Medical research

A critical factor for wound healing

The p53 family of transcription factors (p63 and p73) plays critical roles in keratinocyte (skin cell) function.

Medical research

Researchers spot mutations that crop up in normal cells as we age

Cell division is not perfect. As we get older, mutations often appear in genes in normal cells. Most of these mutated cells and their progeny—called "somatic clones"—have no effect on our health, but a tiny fraction can ...

Oncology & Cancer

Missing molecule hobbles cell movement

Cells missing a certain protein on their surface can't move normally, UConn researchers report in Science Signaling. The research could give insight into how cells move and repair wounds in normal tissue, as well as how cancer ...

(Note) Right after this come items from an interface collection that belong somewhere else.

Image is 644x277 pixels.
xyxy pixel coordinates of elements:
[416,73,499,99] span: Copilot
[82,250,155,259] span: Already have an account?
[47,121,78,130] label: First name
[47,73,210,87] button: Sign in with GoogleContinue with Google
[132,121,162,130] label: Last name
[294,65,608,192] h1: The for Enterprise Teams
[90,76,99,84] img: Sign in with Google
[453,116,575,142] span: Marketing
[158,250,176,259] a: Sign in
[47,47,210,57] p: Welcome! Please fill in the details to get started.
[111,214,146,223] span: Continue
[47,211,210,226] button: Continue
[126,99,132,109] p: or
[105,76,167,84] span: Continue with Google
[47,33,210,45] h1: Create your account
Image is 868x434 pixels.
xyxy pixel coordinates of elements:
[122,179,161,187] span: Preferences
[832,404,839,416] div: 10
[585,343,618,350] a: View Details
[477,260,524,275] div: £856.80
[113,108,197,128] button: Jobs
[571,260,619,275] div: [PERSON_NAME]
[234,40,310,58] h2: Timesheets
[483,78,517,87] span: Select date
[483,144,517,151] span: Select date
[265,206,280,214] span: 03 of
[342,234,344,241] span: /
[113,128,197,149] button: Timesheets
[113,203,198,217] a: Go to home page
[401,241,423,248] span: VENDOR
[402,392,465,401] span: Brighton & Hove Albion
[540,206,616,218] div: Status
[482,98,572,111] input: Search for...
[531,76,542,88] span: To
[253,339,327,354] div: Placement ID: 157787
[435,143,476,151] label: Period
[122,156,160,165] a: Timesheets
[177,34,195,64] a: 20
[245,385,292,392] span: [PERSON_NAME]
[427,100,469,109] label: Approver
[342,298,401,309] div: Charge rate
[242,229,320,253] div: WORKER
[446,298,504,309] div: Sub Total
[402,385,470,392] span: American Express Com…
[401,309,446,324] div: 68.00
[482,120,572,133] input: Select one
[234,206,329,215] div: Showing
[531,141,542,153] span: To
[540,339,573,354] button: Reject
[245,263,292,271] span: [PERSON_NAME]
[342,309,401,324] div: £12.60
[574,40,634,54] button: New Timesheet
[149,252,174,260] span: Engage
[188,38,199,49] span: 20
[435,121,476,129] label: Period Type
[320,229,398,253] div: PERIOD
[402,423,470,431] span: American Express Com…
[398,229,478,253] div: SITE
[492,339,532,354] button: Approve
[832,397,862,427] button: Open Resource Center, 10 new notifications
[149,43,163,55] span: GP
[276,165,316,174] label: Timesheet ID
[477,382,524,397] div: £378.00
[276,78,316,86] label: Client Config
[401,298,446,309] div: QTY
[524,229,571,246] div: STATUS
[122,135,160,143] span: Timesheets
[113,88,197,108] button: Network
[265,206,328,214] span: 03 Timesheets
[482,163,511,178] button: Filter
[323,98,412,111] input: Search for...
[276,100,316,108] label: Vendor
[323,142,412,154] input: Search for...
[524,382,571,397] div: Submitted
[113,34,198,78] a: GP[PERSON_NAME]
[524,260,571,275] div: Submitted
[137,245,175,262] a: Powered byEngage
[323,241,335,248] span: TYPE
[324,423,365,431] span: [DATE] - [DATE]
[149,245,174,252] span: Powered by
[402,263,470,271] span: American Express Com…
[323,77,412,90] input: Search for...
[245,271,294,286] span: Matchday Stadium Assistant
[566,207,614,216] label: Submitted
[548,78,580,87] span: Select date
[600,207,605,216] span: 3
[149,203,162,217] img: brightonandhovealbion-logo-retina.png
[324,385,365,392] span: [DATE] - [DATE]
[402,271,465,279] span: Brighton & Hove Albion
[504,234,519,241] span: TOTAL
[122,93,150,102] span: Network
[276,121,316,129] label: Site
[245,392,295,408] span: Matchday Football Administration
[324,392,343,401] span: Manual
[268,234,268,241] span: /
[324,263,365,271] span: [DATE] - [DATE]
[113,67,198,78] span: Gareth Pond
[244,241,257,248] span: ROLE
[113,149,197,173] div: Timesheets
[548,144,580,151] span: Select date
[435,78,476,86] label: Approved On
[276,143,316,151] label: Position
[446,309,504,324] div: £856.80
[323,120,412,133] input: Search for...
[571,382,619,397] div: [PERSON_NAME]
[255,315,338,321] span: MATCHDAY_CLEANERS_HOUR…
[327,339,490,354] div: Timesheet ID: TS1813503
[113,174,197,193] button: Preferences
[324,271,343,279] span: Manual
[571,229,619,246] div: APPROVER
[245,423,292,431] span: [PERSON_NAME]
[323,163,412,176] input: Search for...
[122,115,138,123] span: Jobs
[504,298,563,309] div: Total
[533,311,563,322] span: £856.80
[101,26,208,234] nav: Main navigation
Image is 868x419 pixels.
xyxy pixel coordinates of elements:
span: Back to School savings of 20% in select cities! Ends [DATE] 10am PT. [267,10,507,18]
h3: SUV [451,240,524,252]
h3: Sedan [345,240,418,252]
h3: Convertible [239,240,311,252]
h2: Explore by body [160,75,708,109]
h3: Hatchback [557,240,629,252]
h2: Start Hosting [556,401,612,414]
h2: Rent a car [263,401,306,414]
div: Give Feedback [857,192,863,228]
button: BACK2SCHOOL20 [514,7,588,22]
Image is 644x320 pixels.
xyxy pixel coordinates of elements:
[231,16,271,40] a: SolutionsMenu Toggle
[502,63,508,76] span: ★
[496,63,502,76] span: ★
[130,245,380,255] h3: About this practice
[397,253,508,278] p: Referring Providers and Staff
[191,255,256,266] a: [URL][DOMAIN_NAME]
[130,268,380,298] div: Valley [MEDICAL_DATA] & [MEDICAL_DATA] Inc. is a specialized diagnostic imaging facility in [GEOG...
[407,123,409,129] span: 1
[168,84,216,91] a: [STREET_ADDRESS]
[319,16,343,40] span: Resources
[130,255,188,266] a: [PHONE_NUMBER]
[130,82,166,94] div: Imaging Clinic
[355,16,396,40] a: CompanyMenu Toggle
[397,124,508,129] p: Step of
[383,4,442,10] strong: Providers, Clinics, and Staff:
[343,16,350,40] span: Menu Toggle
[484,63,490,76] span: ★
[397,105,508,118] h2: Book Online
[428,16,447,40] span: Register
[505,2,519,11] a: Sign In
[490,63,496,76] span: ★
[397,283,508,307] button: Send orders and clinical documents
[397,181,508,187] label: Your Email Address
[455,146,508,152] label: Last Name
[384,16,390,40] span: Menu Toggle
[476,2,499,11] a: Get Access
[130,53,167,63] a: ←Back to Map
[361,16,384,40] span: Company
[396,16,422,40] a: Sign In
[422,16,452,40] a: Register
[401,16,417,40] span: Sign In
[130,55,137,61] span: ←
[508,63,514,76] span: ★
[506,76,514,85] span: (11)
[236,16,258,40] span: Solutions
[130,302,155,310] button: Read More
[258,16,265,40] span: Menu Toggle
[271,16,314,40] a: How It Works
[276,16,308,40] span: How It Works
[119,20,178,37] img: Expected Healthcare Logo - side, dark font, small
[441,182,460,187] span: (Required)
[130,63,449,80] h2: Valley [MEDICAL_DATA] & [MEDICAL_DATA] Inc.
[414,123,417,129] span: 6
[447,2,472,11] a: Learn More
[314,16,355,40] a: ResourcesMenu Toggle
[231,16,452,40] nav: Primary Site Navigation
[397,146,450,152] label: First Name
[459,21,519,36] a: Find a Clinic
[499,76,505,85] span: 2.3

Diseases, Conditions, Syndromes

Protein linked to cancer growth drives deadly lung disease

A protein associated with cancer growth appears to drive the deadly lung disease known as idiopathic pulmonary fibrosis, according to new research from Cedars-Sinai. The discovery, made in laboratory mice and human tissue ...

Medical research

Connective tissue on the wrong road—When organs start to scar

Scientists from Friedrich-Alexander-Universität Erlangen-Nürnberg (FAU), Department of Medicine 3—Rheumatology and Immunology, headed by Prof. Dr. Georg Schett, have now decrypted a molecular network that could in future ...

Oncology & Cancer

Mutant cells colonize our tissues over our lifetime

By the time we reach middle age, more than half of the oesophagus in healthy people has been taken over by cells carrying mutations in cancer genes, scientists have uncovered. By studying normal oesophagus tissue, scientists ...

Neuroscience

Sugar, a 'sweet' tool to understand brain injuries

Australian researchers have developed ground-breaking new technology which could prove crucial in treating brain injuries and have multiple other applications, including testing the success of cancer therapies.